The National Rifle Association is working to force guns into lecture halls, libraries, offices, dormitories, and stadiums. Their efforts to weaponize college campuses are succeeding.
At the time of the Virginia Tech massacre (32 people killed, 2007), only one state university system (Utah) required colleges and universities to allow guns on campus. Following the mass slaughter at Virginia Tech and Northern Illinois University (5 people killed, 2008), you might think that the NRA would have begun backing sensible gun regulation. Instead, the NRA proposed a bill requiring colleges and universities to have guns on campus. Thanks to the NRA’s support and ALEC’s advocacy, there are now 8 states that have adopted a version of this bill, allowing guns on campus: 2 of those for concealed-carry permit holders (Colorado, Utah), and 6 guns in some circumstances (Idaho, Minn., Mississippi, Oregon, Texas, Wisconsin). As of July 1, 2017, Kansas will join these states.
Since I teach at a state university in Kansas, and since I rather enjoy being alive, I hope that our state legislature will repeal its so-called “Kansas Personal and Family Protection Act” or that the Kansas Board of Regents will grant state universities an exemption. As of right now, I do not see conclusive evidence that either will happen. That’s one reason I joined 39 other Kansas State University Distinguished Professors in calling for a change in state gun policy. As our letter says,
There is no evidence that increased gun presence has decreased death or injury by guns on campuses. Whether on campuses or elsewhere, private citizens have had no appreciable success in preventing deaths by intentional shooters, accidental shooters, or suicidal individuals. Beyond the boundaries of universities, the evidence is that the presence of guns in homes increases the likelihood of death or injury by gunshot. We believe our community is safest without guns in our midst, except in the hands of on-duty law enforcement officials.
And:
We are dedicated teachers, mentors, researchers, and colleagues. We believe that the unrestricted presence of guns in our classrooms, offices, lecture halls and other spaces will make us and our students feel less safe. It will compromise the open door policy many of us maintain, in which students and others are free to drop by our offices to consult or converse. It will make students less open to working together with others whom they may not know well, and will adversely affect their educational experience. We believe that by compromising the safety of our community members, sanctioning guns on campus goes against the mission of the university.
We are not the only educators opposing state legislatures’ attempts to endanger the lives of students, faculty, and staff. I’ve been encouraged to see other organizations and individuals speaking out against the false notion – promoted by the NRA and their legislators – that making it possible for more people to kill other people somehow magically increases the safety of all people.
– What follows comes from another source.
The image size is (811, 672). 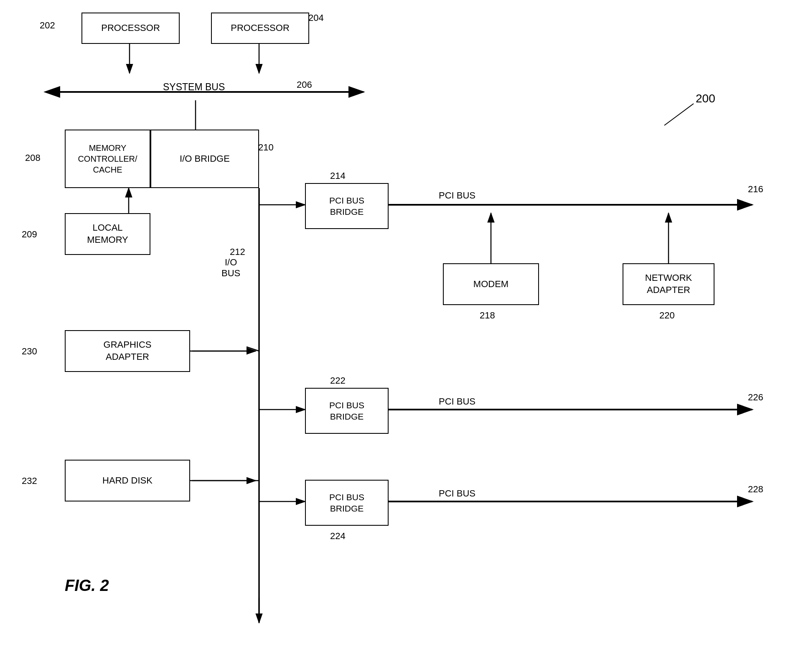 What do you see at coordinates (457, 196) in the screenshot?
I see `pci-bus1-label: PCI BUS` at bounding box center [457, 196].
In its statement opposing “campus carry” laws, the American Association of University Professors says, “State legislative bodies must refrain from interfering with decisions that are properly the responsibility of the academic community.” 29 scholarly societies (including the American Studies Association) issued their own statement against the incursion of guns on campus, saying that Texas’ “Campus Carry law and similar laws in other states introduce serious safety threats on college campuses with a resulting harmful effect on students and professors.”
Will state legislatures actually listen to the people who work in the field of education? Or will they instead flood campuses with guns, increasing the likelihood that students, teachers, and staff will get added to the next sad, inevitable list of the dead? Also, if bringing guns into the workplace is such a great idea, then why don’t legislatures allow guns in their workplaces? (The Kansas legislature, for example, grants itself an exemption from its law.)
As of the middle of October 2015, there had been 25 shootings on American college campuses this year, resulting in 23 dead and 25 injured. These include mass shootings, accidental shootings, and murder-suicides. (Suicide is a leading cause of death for college-aged people and guns are used in the majority of these deaths.) I haven’t checked the statistics as of today (December 2nd), but I know there have been others since mid-October and fully expect there to be more before the end of the year.